On JetBlue and CRM
SearchCRM.com is running an interesting take on the whole JetBlue fiasco which resulted in 1,102 people having flights cancelled when an ice storm shut down flight routes out of New York City last week – or, as JetBlue CEO David Neeleman put it, ““Obviously […] the most difficult time in our history.”
The article “Is there a CRM lesson in JetBlue’s snafu?” has SearchCRM.com news director Barney Beal demonstrating how, via judicious use of customer service, JetBlue is managing to salvage any bit of customer loyalty out of the problems which were “a significant blow to JetBlue’s reputation for service.”
JetBlue, notes Beal, “has received praise from some CRM analysts for its approach to customer service. It has also earned CRM accolades for its early use of at-home agents, allowing service representatives to take reservations at home. JetBlue operates a call center in Salt Lake City, Utah, with 1,500 agents working from their homes, backed up by 500 people in a central location. However, in the wake of the storm and the subsequent cancellations, the center was overwhelmed.”
The result, of course, was folks waiting on the telephone for assistance for an hour or more, the CRM equivalent of having to spend ten hours in an airplane on the runway or twenty-four hours in an airport.
Well publicized was Neeleman’s announcement posted on the JetBlue website, in which he, King John-like, proclaimed a customer Magna Charta … um, customer bill of rights. In hard cash terms, JetBlue promises to repay inconvenienced customers vouchers for up to the full ticket price.
Over at SearchCRM, CRM consultancy 56 Group LLC president Paul Greenberg compliments Neeleman and co. for doing exactly the right thing. “[JetBlue’s] proactive attempt to create a JetBlue-specific passenger bill of rights is a good sign […] because they are institutionalizing the solution that is likely to best work for their customers in advance of future problems.”
“One bad experience washes away a lot of good ones, and in this case, we are seeing what airline CRM is like,” Denis Pombriant, managing principal of Beagle Research, kicked in. “In airline CRM you get all the buzzwords and none of the follow-through.” Even more effusive was at least one crisis management expert quoted in The Globe and Mail.
Thanks to the “blizzard of mea culpas,” reads the piece, “crisis management experts said JetBlue is making all the right moves after its initial blunders.” NYU Leonard N. Stern School of Business management communications program director Irv Schenkler emphatically stated that JetBlue had proven themselves “100 miles an hour ahead of the typical corporate response to crises in the United States.”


Search each line of the data for the word "pixels"; copy every line where it is found.

• **EXTRACTED MATERIAL**:
* * * * * * *

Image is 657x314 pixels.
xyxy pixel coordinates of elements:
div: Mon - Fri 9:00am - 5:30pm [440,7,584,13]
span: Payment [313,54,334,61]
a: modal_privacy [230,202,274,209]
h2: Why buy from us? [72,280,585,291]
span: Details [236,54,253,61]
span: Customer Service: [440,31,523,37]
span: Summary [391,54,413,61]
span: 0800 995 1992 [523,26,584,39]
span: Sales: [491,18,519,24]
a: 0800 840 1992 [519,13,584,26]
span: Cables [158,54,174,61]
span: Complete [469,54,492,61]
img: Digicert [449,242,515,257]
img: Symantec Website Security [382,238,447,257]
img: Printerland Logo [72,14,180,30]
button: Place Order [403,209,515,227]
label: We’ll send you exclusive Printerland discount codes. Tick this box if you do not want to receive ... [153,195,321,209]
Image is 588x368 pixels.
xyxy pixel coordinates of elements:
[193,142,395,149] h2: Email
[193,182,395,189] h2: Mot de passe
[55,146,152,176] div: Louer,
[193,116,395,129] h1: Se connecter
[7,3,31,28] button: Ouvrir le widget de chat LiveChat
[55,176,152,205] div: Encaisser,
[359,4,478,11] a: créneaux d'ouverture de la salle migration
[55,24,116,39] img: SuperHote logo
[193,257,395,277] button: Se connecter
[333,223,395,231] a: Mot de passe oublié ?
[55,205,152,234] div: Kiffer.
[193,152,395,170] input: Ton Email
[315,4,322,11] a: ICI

* * * * * * *

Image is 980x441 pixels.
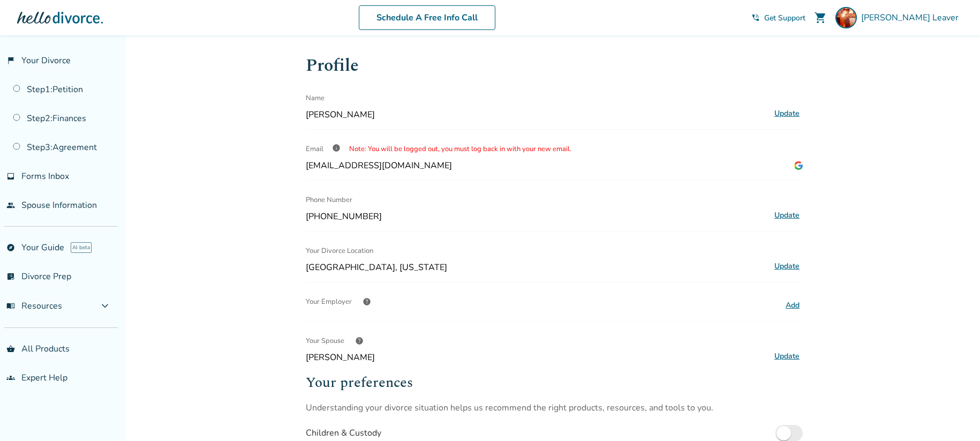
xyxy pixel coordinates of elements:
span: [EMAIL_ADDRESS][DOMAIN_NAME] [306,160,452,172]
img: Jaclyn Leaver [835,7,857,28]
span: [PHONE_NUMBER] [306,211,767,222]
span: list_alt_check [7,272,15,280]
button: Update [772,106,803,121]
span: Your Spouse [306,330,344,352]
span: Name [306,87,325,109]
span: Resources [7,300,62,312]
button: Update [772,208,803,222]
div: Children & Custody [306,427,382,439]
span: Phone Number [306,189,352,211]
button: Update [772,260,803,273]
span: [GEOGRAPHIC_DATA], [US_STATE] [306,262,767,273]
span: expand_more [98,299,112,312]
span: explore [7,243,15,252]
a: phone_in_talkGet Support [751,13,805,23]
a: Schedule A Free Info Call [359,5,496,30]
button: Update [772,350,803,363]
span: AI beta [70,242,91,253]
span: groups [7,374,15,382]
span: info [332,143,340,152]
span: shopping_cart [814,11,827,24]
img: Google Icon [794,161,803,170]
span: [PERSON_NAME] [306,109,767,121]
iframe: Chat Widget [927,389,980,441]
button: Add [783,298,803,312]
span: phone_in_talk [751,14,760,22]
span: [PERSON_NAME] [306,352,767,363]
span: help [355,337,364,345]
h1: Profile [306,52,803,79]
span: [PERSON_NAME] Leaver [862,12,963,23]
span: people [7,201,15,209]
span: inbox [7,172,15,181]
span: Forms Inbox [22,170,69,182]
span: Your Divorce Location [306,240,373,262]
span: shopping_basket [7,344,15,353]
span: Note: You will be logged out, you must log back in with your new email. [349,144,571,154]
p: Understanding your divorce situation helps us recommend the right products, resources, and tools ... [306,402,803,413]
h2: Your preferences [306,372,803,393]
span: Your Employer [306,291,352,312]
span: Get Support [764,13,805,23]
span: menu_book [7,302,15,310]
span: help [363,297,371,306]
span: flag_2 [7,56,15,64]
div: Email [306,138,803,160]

* * * * * * *

• **WRITTEN SOLUTION**:
Image is 657x314 pixels.
Image is 588x368 pixels.
Image is 980x441 pixels.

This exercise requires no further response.